In photos, Neill appeared thin, frail and had lost his hair. His New Zealand-based son, Tim Neill, said he was shocked when he went to visit his dad.
“I could barely hug him, he was just bones and skin.”
After initial chemotherapy, some patients choose not to continue treatment if they find it “quite rigorous”, Dr Lavee said. However, Neill was “keen to push on and try something new” and responded “brilliantly” to new treatment which saw him enter remission.
“It’s not something I can finish. I will be on this for the rest of my life,” Neill said.
“Every two weeks I go and get beaten up again… but it’s keeping me alive, and being alive is infinitely preferable to the alternative.”
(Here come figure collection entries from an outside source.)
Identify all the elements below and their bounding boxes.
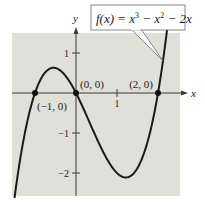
y-tick-label: −1 <box>58 128 69 139</box>
intercept-point <box>73 90 79 96</box>
y-axis-arrow-icon <box>74 27 79 34</box>
point-label: (−1, 0) <box>37 100 67 113</box>
y-tick-label: 1 <box>64 48 69 59</box>
function-graph: x y 11−1−2 (−1, 0)(0, 0)(2, 0) f(x) = x3… <box>0 0 205 202</box>
point-label: (0, 0) <box>80 78 104 91</box>
x-axis-label: x <box>190 87 196 99</box>
intercept-point <box>155 90 161 96</box>
y-tick-label: −2 <box>58 168 69 179</box>
intercept-point <box>32 90 38 96</box>
x-tick-label: 1 <box>115 98 120 109</box>
function-label: f(x) = x3 − x2 − 2x <box>96 11 192 26</box>
y-axis-label: y <box>72 12 78 24</box>
point-label: (2, 0) <box>129 78 153 91</box>
x-axis-arrow-icon <box>181 91 188 96</box>
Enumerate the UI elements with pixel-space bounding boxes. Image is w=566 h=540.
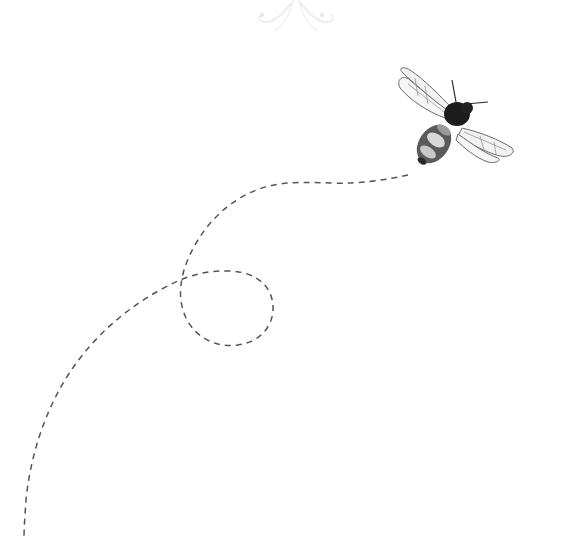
flourish-icon	[259, 0, 333, 30]
illustration-canvas	[0, 0, 566, 540]
flight-path	[24, 175, 408, 538]
bee-icon	[399, 68, 514, 170]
He added that the idea of retirement filled him with horror.
“To not be able to do the things that you love would be heartbreaking.”
He was realistic about the notion that the treatment would eventually stop working.
“I’m prepared for that, I’m ready for it. And I think I’ve done some good things.”
The news of his blood cancer diagnosis in March came ahead of the release his memoir, Did I Ever Tell You This?
“The thing is, I’m crook. Possibly dying,” he writes in chapter one of the book. “I may have to speed this up.”
Neill told the Guardian his book is not a cancer memoir, but rather his illness forms what he calls a “spiral thread” throughout the story.
“I can’t pretend that the last year hasn’t had its dark moments,” he said.
“But those dark moments throw the light into sharp relief, you know, and have made me grateful for every day and immensely grateful for all my friends. Just pleased to be alive.”
Neill received a knighthood in 2022 for his “outstanding contribution to film”.